Because a significant number of people cannot even bring themselves to treat family and long-time friends as a part of the human race.
Video about this here.
Years ago, sometime in the mid-1980s, there was a mini-series, North and South. It was an television program that tried to balance the record on both sides, using a fictional story of two families, and their experience. I watched it, in part, as I was also enrolled in a course on Civil War and Reconstruction, as part of my degree.
Side Note - my professor, a gentle and kindly man with an impish sense of humor, said one day about the series, "I just can't see how the South could have produced so much cotton - they couldn't spare any to cover the lady's chests." Well, there were a lot of heaving, exposed bosoms in the story.
It was kinda cheesy, but did reference the events of that time fairly well. Neither side came out as complete villains, or heroes. Just people, doing the best they could under the circumstances.
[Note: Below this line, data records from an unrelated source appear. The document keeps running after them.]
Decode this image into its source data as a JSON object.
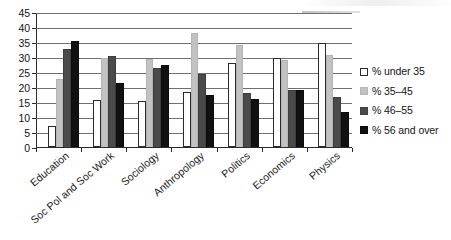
{
  "chart_data": {
    "type": "bar",
    "title": "",
    "subtitle": "",
    "xlabel": "",
    "ylabel": "",
    "ylim": [
      0,
      45
    ],
    "ytick_step": 5,
    "yticks": [
      0,
      5,
      10,
      15,
      20,
      25,
      30,
      35,
      40,
      45
    ],
    "grid": true,
    "grid_axis": "y",
    "legend_position": "right",
    "orientation": "vertical",
    "grouping": "grouped",
    "categories": [
      "Education",
      "Soc Pol and Soc Work",
      "Sociology",
      "Anthropology",
      "Politics",
      "Economics",
      "Physics"
    ],
    "series": [
      {
        "name": "% under 35",
        "color": "#ffffff",
        "values": [
          7,
          15.8,
          15.5,
          18.5,
          28,
          29.8,
          34.8
        ]
      },
      {
        "name": "% 35–45",
        "color": "#c2c2c2",
        "values": [
          22.7,
          29.6,
          29.3,
          38,
          34,
          29,
          30.6
        ]
      },
      {
        "name": "% 46–55",
        "color": "#4a4a4a",
        "values": [
          32.6,
          30.3,
          26.3,
          24.4,
          18.1,
          19,
          16.7
        ]
      },
      {
        "name": "% 56 and over",
        "color": "#111111",
        "values": [
          35.4,
          21.4,
          27.2,
          17.2,
          16,
          19,
          11.8
        ]
      }
    ]
  },
  "legend": {
    "items": [
      {
        "label": "% under 35",
        "swatch": "white-square-swatch"
      },
      {
        "label": "% 35–45",
        "swatch": "light-gray-square-swatch"
      },
      {
        "label": "% 46–55",
        "swatch": "dark-gray-square-swatch"
      },
      {
        "label": "% 56 and over",
        "swatch": "black-square-swatch"
      }
    ]
  },
  "colors": {
    "axis": "#2b2b2b",
    "gridline": "#6f6f6f",
    "background": "#ffffff",
    "text": "#141414"
  }
}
What was interesting about it was the comparison between two of the main characters, one a secessionist firebrand from the South, the other (played by Kirstie Alley - very good performance, if a little over-the-top), an abolitionist who, after her husband is killed at Harper's Ferry (a Black man), descends into madness.
Well, to be fair, neither of the two fanatics were all that emotionally or mentally stable.
The fanaticism was what fascinated me - the way those two were incapable of seeing the logic or arguments of the opposing side. Most others had opinions, but, in that story, it was the extreme radicals that pushed the war to happen.
Sometimes, I see that same fanaticism at play today.